From a regulatory compliance vantage point, the existing security and compliance tools deployed at ACME Corp do not have visibility into the data used by containerized applications.

Specifically, Docker imag­es may contain or access PII data, potentially leading to non-compliance and exposure of sensitive data to third parties.

An auditor or compliance officer has no visibility into which container-based assets contain PII data. This could lead to non-compliance and a financial penalty for ACME Corp.

How Aqua Protects PII

To address this use-case, we introduced in Aqua 2.5 the ability to create custom compliance checks that enable customers to identify security and compliance risks embedded in Docker images.

The new compliance checks are included in Aqua’s Image Assurance module, which manages the integrity, security, and compliance of container images from inception until deployment in production. This holistic approach provides comprehensive security and visibility throughout the CD/DI pipeline.

Aqua will block and alert on any image that does meet the security and compliance requirements. This security control is enforced both in the CI pipeline and at runtime once the container is deployed into production.

Let’s review how we would configure this in the Aqua Security Platform console.

To have Aqua search for PII data in ACME Corp’s Docker images, we create an image assurance policy and select the custom checks menu.

PII_PCI_compliance.png

When selecting Import, we are provided with multiple compliance and security checks that can be used.

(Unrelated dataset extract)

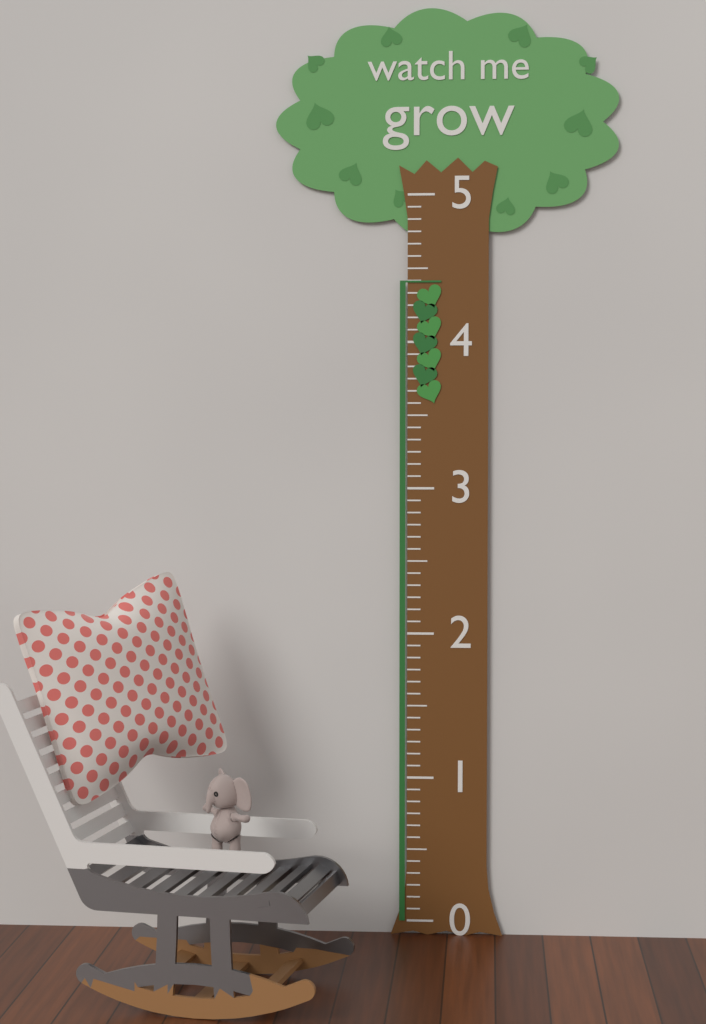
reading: 4.416666 (no unit)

As we can see above, there are some PCI-DSS specific checks, security checks (e.g., search for files with SUID permissions set), and the PII-Finder check.                     

We have assigned the PII-Finder to all images associated with the PCI label.

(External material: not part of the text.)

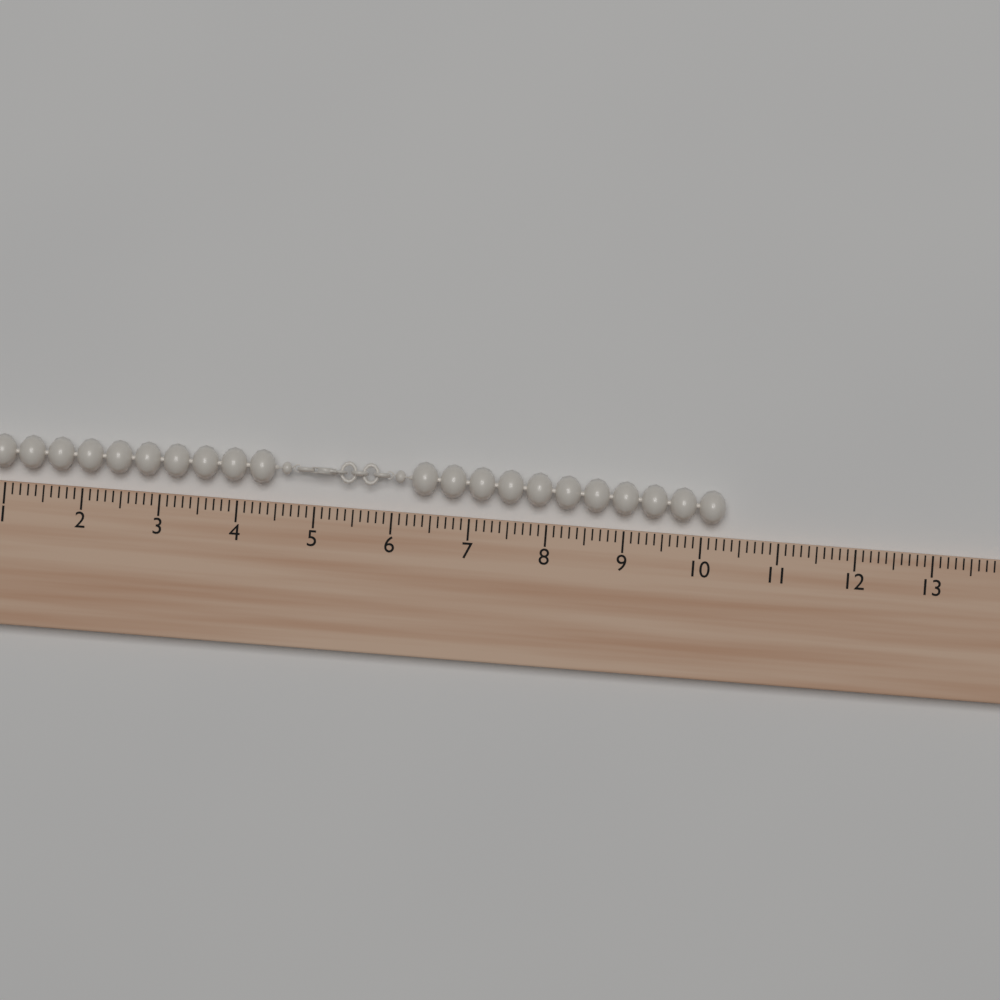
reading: 10.3 (no unit)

Pursuant to applying this policy, any image that contains PII will be blocked by Aqua and an alert will be sent to the SecOps or Compliance team detailing the compliance violation.

PII_PCI_compliance_4.png

Here we can see the security posture of the bpdockerlab/pii-data:1.0 image.

Note that while no known vulnerabilities or blacklisted packages were identified in this image, the image was automatically prevented from running due to the compliance check identifying PII data within the image.

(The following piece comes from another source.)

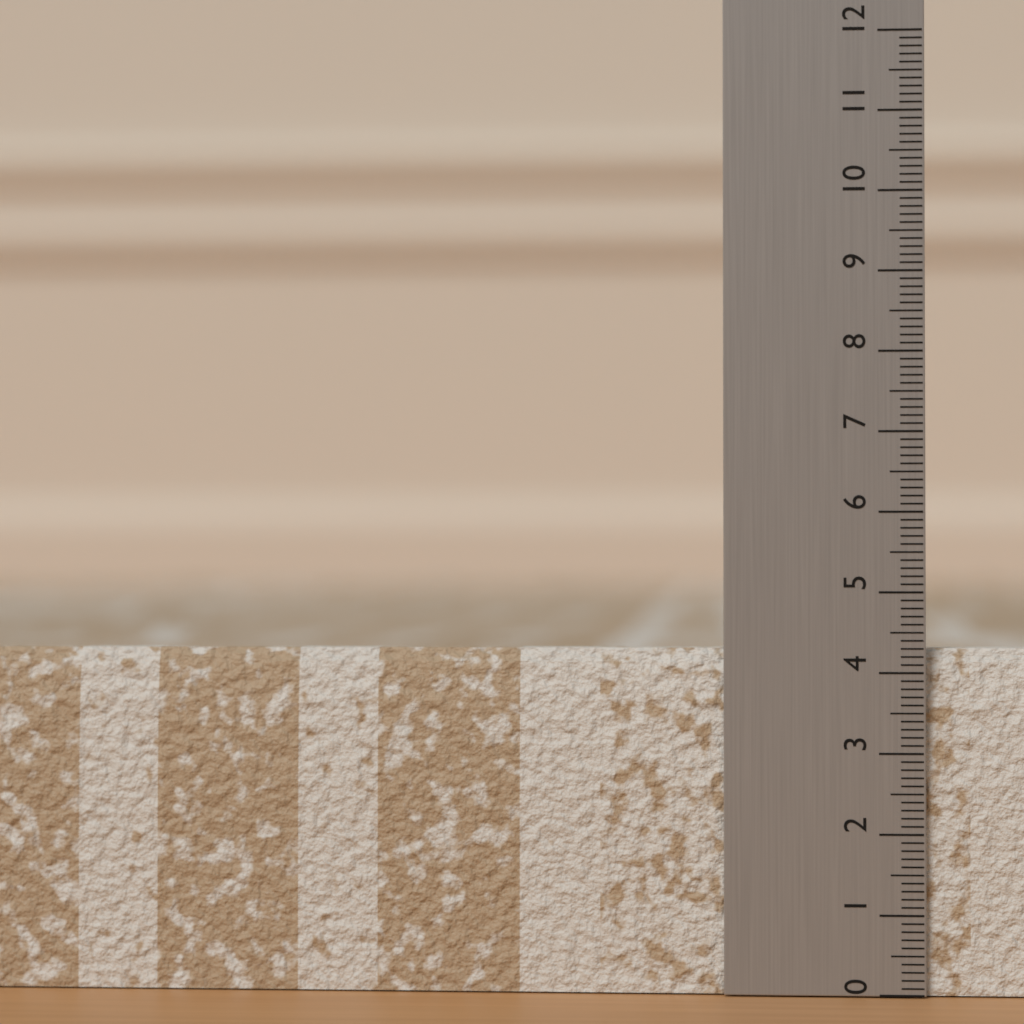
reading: 4.3 (no unit)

The “Actions Needed” tab displays  the (demo) data that was identified as well as the location of the offending file, in this case /tmp/customers.txt which contains the PII data.

As noted, the compliance checks are conducted both within the CI pipeline and at runtime.

Let’s try and instantiate a new container based on the bpdockerlab/pii-data image that was disallowed by the Aqua Enforcer.

PII PCI compliance 3.png

The user is prevented from running the container as it does not comply with the custom compliance policy we defined.

In addition, an alert is sent to the SecOps team detailing the context of the compliance violationPII_PCI_compliance_2.png

 

For more information regarding the Aqua Security Platform 2.5 see our PCI Compliance Guide. 

Aqua Team
Aqua Security is the largest pure-play cloud native security company, providing customers the freedom to innovate and accelerate their digital transformations. The Aqua Platform is the leading Cloud Native Application Protection Platform (CNAPP) and provides prevention, detection, and response automation across the entire application lifecycle to secure the supply chain, secure cloud infrastructure and secure running workloads wherever they are deployed. Aqua customers are among the world’s largest enterprises in financial services, software, media, manufacturing and retail, with implementations across a broad range of cloud providers and modern technology stacks spanning containers, serverless functions and cloud VMs.